UR Student Combats Youth Unemployment in Nigeria

University of Richmond Student Receives Projects for Peace Award to Explore Use of Traditional Apprenticeship Program to Solve Employment Issues in Sub-Saharan Africa
September 29, 2022

Pictured Above: University of Richmond student Amara Ugochukwu (front right) spent her summer in Nigeria working on a project to help solve youth unemployment. The project included exploring vendors at a local market. Photo courtesy of Ugochukwu.

UNIVERSITY OF RICHMOND — Amara Ugochukwu, a University of Richmond junior from Essen, Germany, received a $10,000 Davis Projects for Peace grant to support her project to combat youth unemployment in Nigeria.

Projects for Peace is an initiative supporting college students on grassroots projects designed to build peace.

Amara Ugochukwu headshotUgochukwu decided to focus on Nigerian youth unemployment (ages 15 to 24), which has increased dramatically in recent years. She based her project on the traditional apprenticeship system of “Imu Ahia,” which translates to “learning the market” in Igbo. The concept entails businessmen taking in poor youth in their community to teach them their craft.

“As an aspiring development economist with roots in southeastern Nigeria, I spend a lot of my free time researching pressing issues in the region,” said Ugochukwu, who is double majoring in political science and mathematical economics. “This project is founded on the premise that solutions to indigenous people’s problems can be solved by using systems that worked in the past, adapting those to the present, and using technology and other modern tools to scale them. The methods are more likely to succeed if local communities already feel connected to them, and Imu Ahia is especially successful because it’s rooted in mutualism.”

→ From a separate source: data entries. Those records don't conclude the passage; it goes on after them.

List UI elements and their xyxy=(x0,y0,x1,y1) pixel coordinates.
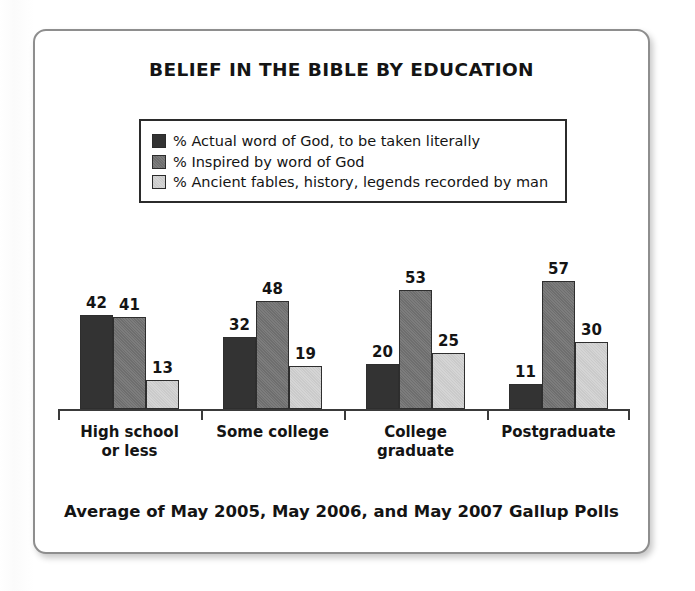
bar-group: 324819 xyxy=(201,241,344,411)
bar-value-label: 42 xyxy=(86,294,107,312)
bar-set: 205325 xyxy=(344,239,487,409)
bar[interactable] xyxy=(256,301,289,409)
bar-item[interactable]: 41 xyxy=(113,317,146,409)
x-axis-label: Collegegraduate xyxy=(344,423,487,461)
legend-swatch-dark-icon xyxy=(152,134,166,148)
x-axis-label: Postgraduate xyxy=(487,423,630,461)
bar-value-label: 53 xyxy=(405,269,426,287)
bar-group: 115730 xyxy=(487,241,630,411)
page-title: BELIEF IN THE BIBLE BY EDUCATION xyxy=(35,59,648,80)
chart-legend: % Actual word of God, to be taken litera… xyxy=(139,119,567,203)
x-axis-labels: High schoolor lessSome collegeCollegegra… xyxy=(58,423,630,461)
bar-item[interactable]: 19 xyxy=(289,366,322,409)
bar-item[interactable]: 30 xyxy=(575,342,608,409)
legend-item: % Inspired by word of God xyxy=(152,155,555,170)
axis-tick xyxy=(201,411,203,420)
axis-tick xyxy=(487,411,489,420)
bar-value-label: 48 xyxy=(262,280,283,298)
bar[interactable] xyxy=(432,353,465,409)
bar[interactable] xyxy=(509,384,542,409)
plot-area: 424113324819205325115730 xyxy=(58,241,630,411)
bar-value-label: 30 xyxy=(581,321,602,339)
page-root: BELIEF IN THE BIBLE BY EDUCATION % Actua… xyxy=(0,0,695,591)
bar-value-label: 32 xyxy=(229,316,250,334)
chart-footer-note: Average of May 2005, May 2006, and May 2… xyxy=(35,502,648,521)
bar-value-label: 20 xyxy=(372,343,393,361)
legend-item: % Actual word of God, to be taken litera… xyxy=(152,134,555,149)
x-axis-label: High schoolor less xyxy=(58,423,201,461)
bar-set: 424113 xyxy=(58,239,201,409)
legend-item-label: % Inspired by word of God xyxy=(173,155,365,170)
bar[interactable] xyxy=(80,315,113,409)
bar-item[interactable]: 11 xyxy=(509,384,542,409)
bar[interactable] xyxy=(575,342,608,409)
bar-item[interactable]: 13 xyxy=(146,380,179,409)
bar-item[interactable]: 32 xyxy=(223,337,256,409)
bar-item[interactable]: 48 xyxy=(256,301,289,409)
chart-card: BELIEF IN THE BIBLE BY EDUCATION % Actua… xyxy=(33,29,650,554)
bar-item[interactable]: 42 xyxy=(80,315,113,409)
bar[interactable] xyxy=(113,317,146,409)
axis-tick xyxy=(58,411,60,420)
bar[interactable] xyxy=(542,281,575,409)
bar-item[interactable]: 20 xyxy=(366,364,399,409)
bar-value-label: 25 xyxy=(438,332,459,350)
bar-item[interactable]: 25 xyxy=(432,353,465,409)
bar-item[interactable]: 57 xyxy=(542,281,575,409)
bar-groups: 424113324819205325115730 xyxy=(58,241,630,411)
bar-set: 115730 xyxy=(487,239,630,409)
legend-swatch-medium-icon xyxy=(152,155,166,169)
bar[interactable] xyxy=(399,290,432,409)
bar-value-label: 57 xyxy=(548,260,569,278)
axis-tick xyxy=(628,411,630,420)
bar-value-label: 19 xyxy=(295,345,316,363)
legend-item-label: % Ancient fables, history, legends recor… xyxy=(173,175,548,190)
bar-item[interactable]: 53 xyxy=(399,290,432,409)
legend-item-label: % Actual word of God, to be taken litera… xyxy=(173,134,480,149)
bar-set: 324819 xyxy=(201,239,344,409)
axis-tick xyxy=(344,411,346,420)
bar[interactable] xyxy=(366,364,399,409)
legend-swatch-light-icon xyxy=(152,175,166,189)
bar[interactable] xyxy=(289,366,322,409)
bar-value-label: 11 xyxy=(515,363,536,381)
bar-value-label: 41 xyxy=(119,296,140,314)
bar-value-label: 13 xyxy=(152,359,173,377)
bar-group: 424113 xyxy=(58,241,201,411)
bar[interactable] xyxy=(146,380,179,409)
x-axis-label: Some college xyxy=(201,423,344,461)
bar[interactable] xyxy=(223,337,256,409)
bar-group: 205325 xyxy=(344,241,487,411)
legend-item: % Ancient fables, history, legends recor… xyxy=(152,175,555,190)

Ugochukwu, who completed her project over the summer, partnered with faculty from Lagos Business School to explore scaling the Imu Ahia system into a condensed workshop setting. The workshop was held at the Ajegunle Business School, which offers workshop spaces for locals in low-income areas to learn new skills. As part of the workshop, Ugochukwu facilitated conversations, demonstrations, and hands-on learning opportunities for 15 participants. They explored vendors at a local market and practiced negotiation and business strategies with workshop leaders and shop owners. All workshop participants received diplomas from the business school to aid with their employment opportunities. 

Ugochukwu, who is currently studying abroad in the United Kingdom, intends to continue this research and is working on a paper she hopes to publish centering on the workshop experience.  

Twenty-three University of Richmond students have received support from Projects for Peace. Projects in the past few years have included a podcast for Afghan refugees and immigrants, energy efficiency kits for minoritized peoples, support for women’s reproductive health education, economic empowerment of women in Bolivia, and creating a library for school children in Kenya.